Close | Previous Close | Change | |
---|---|---|---|
Australian 3-year bond (%) | 3.927 | 3.366 | 0.561 |
Australian 10-year bond (%) | 4.360 | 4.301 | 0.059 |
Australian 30-year bond (%) | 5.073 | 5.003 | 0.07 |
United States 2-year bond (%) | 3.780 | -3.78 | |
United States 10-year bond (%) | 4.285 | -4.285 | |
United States 30-year bond (%) | 4.748 | -4.748 |
LOCAL BOND MARKETS
Australian employment increased 32,200 in March, following a drop of 52,800 the previous month. The unemployment rate held at 4.1%. Consensus was for 40,000 jobs created and the jobless rate to tick up to 4.2%. The labour market is a key component of inflation and the RBA has noted the surprising resilience of the employment figures after its board meeting this month. The trend has been cooling ever so slightly, but just like the Fed, the RBA has the luxury at the moment of not being rushed into rate moves. The quarterly CPI next week will be the next significant data point.
Australia’s 10-year government bond yield declined 5 bps to 4.28% as investors assessed the latest jobs report.

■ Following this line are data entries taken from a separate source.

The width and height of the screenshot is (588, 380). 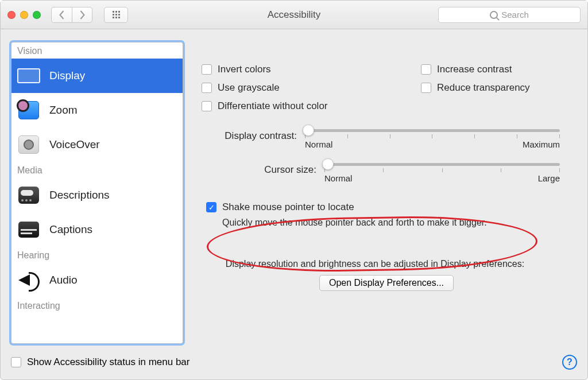 What do you see at coordinates (62, 15) in the screenshot?
I see `chevron-left-icon` at bounding box center [62, 15].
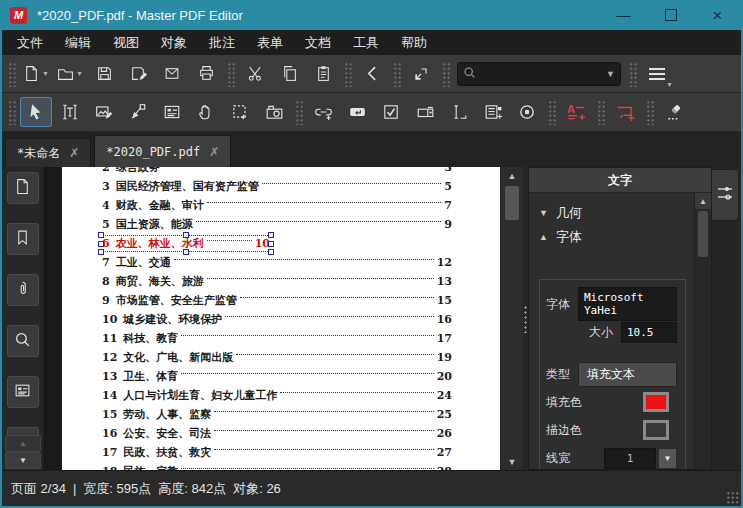  I want to click on sidebar-scroll-down-button: ▼, so click(23, 460).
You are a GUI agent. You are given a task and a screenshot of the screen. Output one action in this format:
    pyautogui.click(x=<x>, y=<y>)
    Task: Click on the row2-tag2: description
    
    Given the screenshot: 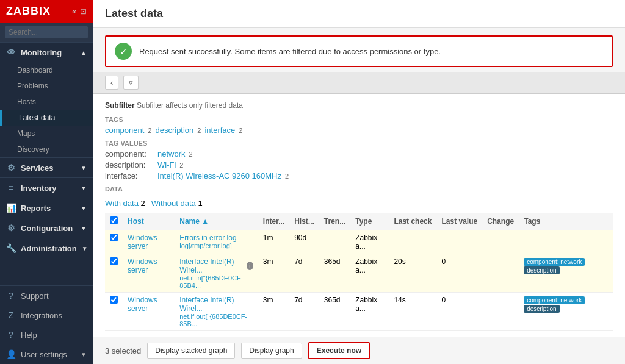 What is the action you would take?
    pyautogui.click(x=541, y=271)
    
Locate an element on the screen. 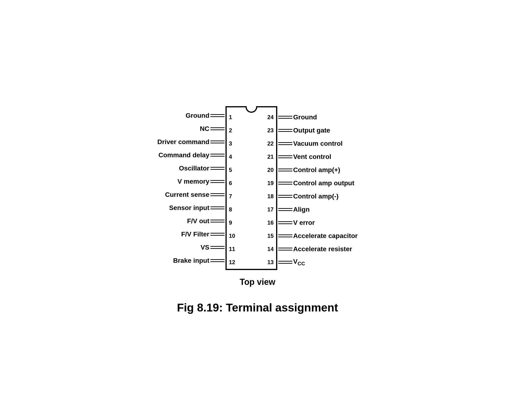 The height and width of the screenshot is (420, 515). pin-label-22: Vacuum control is located at coordinates (318, 144).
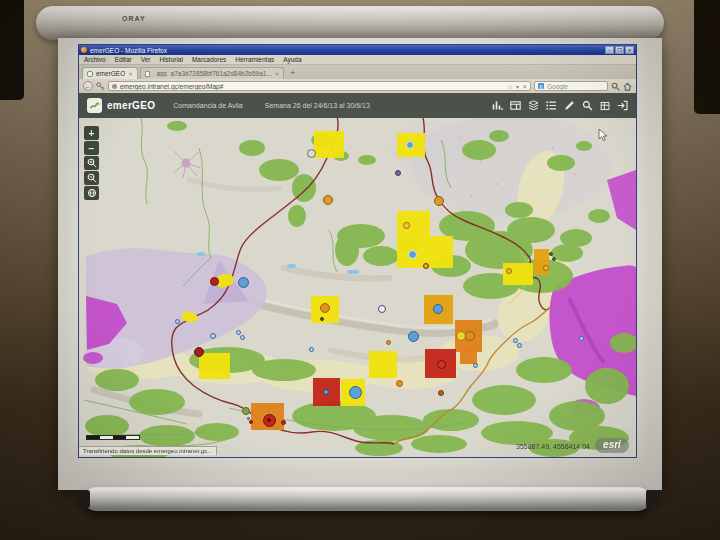  What do you see at coordinates (605, 106) in the screenshot?
I see `grid-icon` at bounding box center [605, 106].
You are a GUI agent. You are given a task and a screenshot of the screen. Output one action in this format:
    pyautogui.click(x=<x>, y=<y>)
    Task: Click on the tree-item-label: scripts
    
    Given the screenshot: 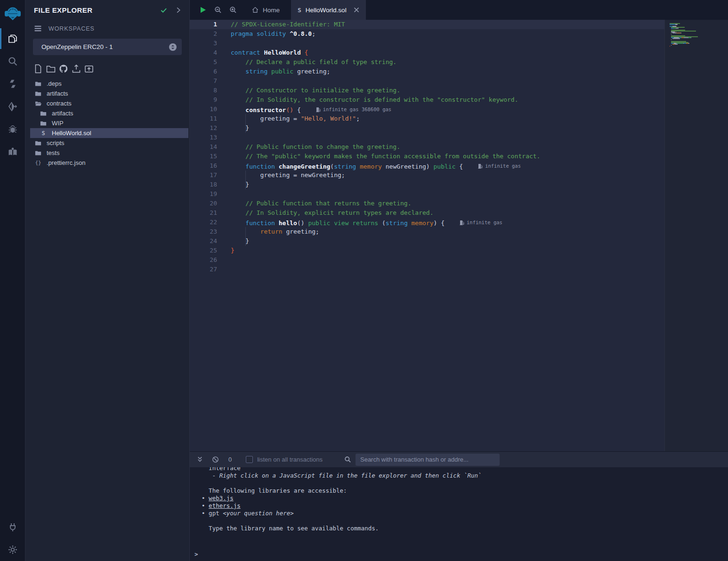 What is the action you would take?
    pyautogui.click(x=56, y=143)
    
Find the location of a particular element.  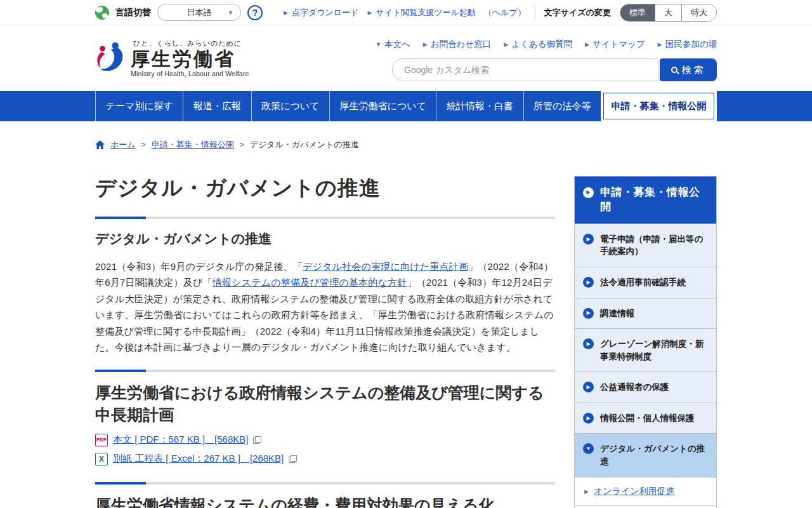

sidebar-item-label: 申請・募集・情報公開 is located at coordinates (654, 200).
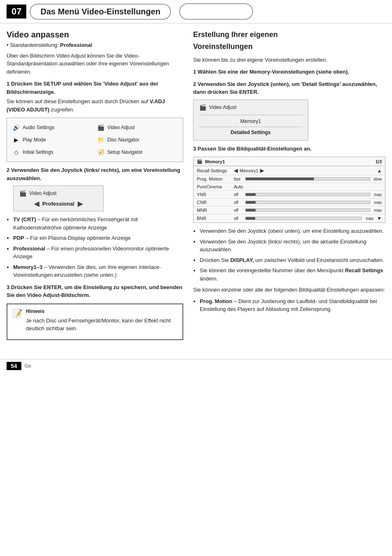 The image size is (392, 556). Describe the element at coordinates (95, 322) in the screenshot. I see `note-box: 📝 Hinweis Je nach Disc und Fernsehgerät/…` at that location.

Money markets modestly dialled back expectations of a jumbo half a percentage point rate cut in May after robust jobs data. They are still fully priced for a standard quarter of a point easing next month and ascribe a 27 per cent chance of an oversized move, from 32 per cent before the data. The Australian dollar held steady at US63.55¢ and in the physical bond markets, the three-year edged up one basis point to 3.34 per cent. The 10-year return held at 4.24 per cent. Markets imply a total of 121 basis points of cuts by Christmas, equivalent to nearly five rate cuts.
US BOND MARKETS
US Treasuries pared their weekly advance in a low-volume, holiday-shortened session Thursday, with long-maturity yields rising most amid a rise in oil prices that boosted inflation expectations. The yield curve steepened notably, with the 30-year exceeding the five-year by nearly 90 basis points, aided by a large trade in Treasury futures. Money markets are pricing around 88 basis points of rate cuts by the Fed this year, equivalent to three quarter-point cuts and around a 50% chance of a fourth. This week’s moves in US Treasuries are offering some comfort that the securities are starting to re-assume their haven qualities, at least for now.
The yield on the US 10-year Treasury note rose circa 5 bps to 4.3%.
Earlier Thursday, Treasury yields retreated from session highs following a slate of mixed US economic data including weaker-than-estimated March housing starts and the April Philadelphia Fed Business Outlook gauge. An unexpected drop in new claims for unemployment insurance benefits signalled labour-market strength, however. Shorter-maturity yields — more sensitive to interest-rate changes by the Fed — began to decline after Trump, who has repeatedly said that the nominally independent US central bank should cut interest rates, criticized Powell via a social media post, saying his “termination cannot come fast enough.”
Meanwhile, the ECB lowered interest rates for the seventh time since last June as global trade tensions threaten to derail the region’s economic recovery. The deposit rate was decreased by a quarter-point to 2.25%. While euro-zone government bonds rallied after the ECB cut, those yields curve also steepened, reinforcing the trend in Treasuries.